Too much education is bad
for corporations for a multitude of reasons, but having access to an
educated workforce is always good just in case the need arises.
Department managers and human resource officials know that hiring
people with too much education sometimes leads to
more disadvantages than benefits for an employer. Moreover, since
businesses are usually in existence for the primary purpose of
making employees and employers money, obstacles to that purpose
including too much education are to be avoided.
Over-qualification
Overqualified
employees get bored, unhappy, annoyed and can disrupt workplace
equilibrium with subversive manipulation, underhanded deeds and
misplaced professional ambition to the detriment of peers. Such
individuals are better off not hired by some employers because they
are simply not worth the effort, trouble, and time. This is not to
say less educated employees are not capable of the same things.
Rather, according to the Harvard Business Review, there is an
increased possibility that employee curation decisions will turn bad
if more overqualified employees are hired.
Cost
According
to Patricia Schaefer of Business Know How, the Family and Work
Institute cites lower education as the dominant factor in lower
employee earnings.
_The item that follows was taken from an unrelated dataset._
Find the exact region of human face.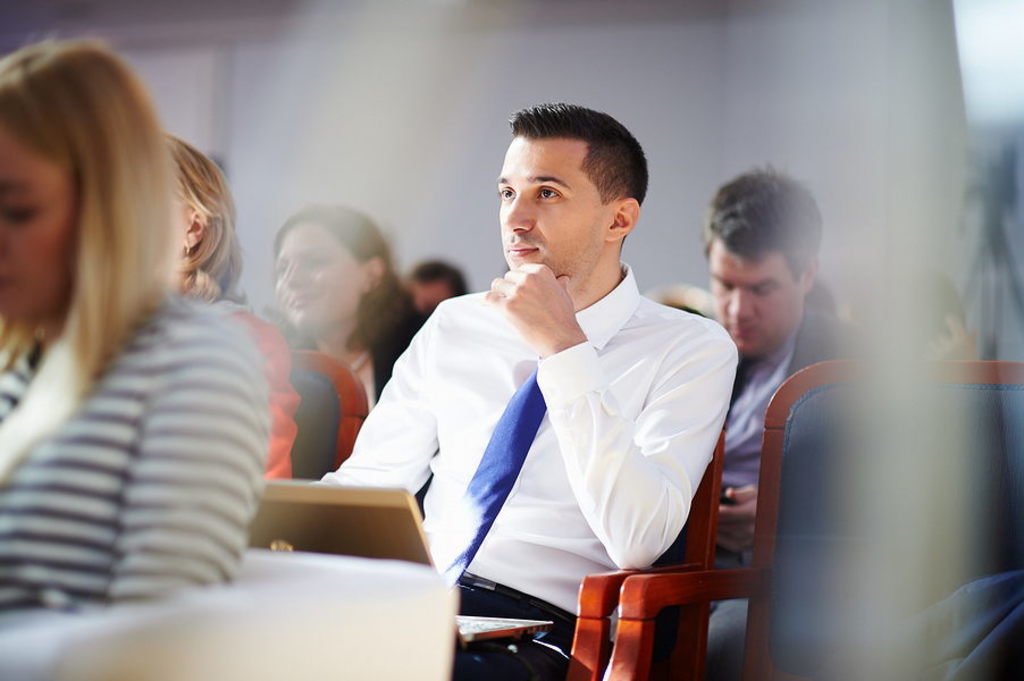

What if those employees can also do the same job
for less though? In some cases including outsourcing, if less
educated people can do the same job for a net gain, it is more cost
effective to hire them. For example, hiring a 30K per year employee
with a Bachelor of Arts with a net profit margin of 21 percent is
better than keeping 45K per year employee with a Master of Science.
This is especially the case if revenue rises less than the amount
needed to offset the higher costs of hiring a more educated employee.
Turnover
Employees
with a lot of education, or higher earnings expectations are less
likely to want to stick around a business. The Center for American Progress states employee turnover costs companies
because they have to pay for things such as lost productivity in between hires,
training expenses for new hires and recruitment costs. If an educated
new hire is obviously seeking upward mobility and there is no room in
an organization to accommodate that, then hiring a potentially less
ambitious or less educated employee is sometimes the solution.
Competition
Educated
people know a lot and that is a potential threat to co-workers and
managers. In a report published by the InterAmerican DevelopmentBank, it was found that younger employees - some of whom are more
educated than those making hiring decisions – are discriminated
against in order to preserve the job security of older employees. New
hires that have too good a grasp on what is going on, and that are
able to out-think both their superiors and colleagues are a job
security hazard and put the beloved status quo at risk by rocking the
corporate boat.
Insubordination
The
possibility of insubordination is also a potential consequence of
hiring an employee with more education than is necessary to work a
job. Employees that are overqualified are more likely to become
frustrated or disgusted by their work situation thereby raising the
probability of an insubordinate act. In "Taming the Difficult Employee", Nancy Aldrich states insubordination arises from "lack of control" and "rewarding negative behavior". Using similar reasoning, being rewarded for getting an education is a negative reward when that reward is a job that is too restrictive and takes away from an employee's sense of control.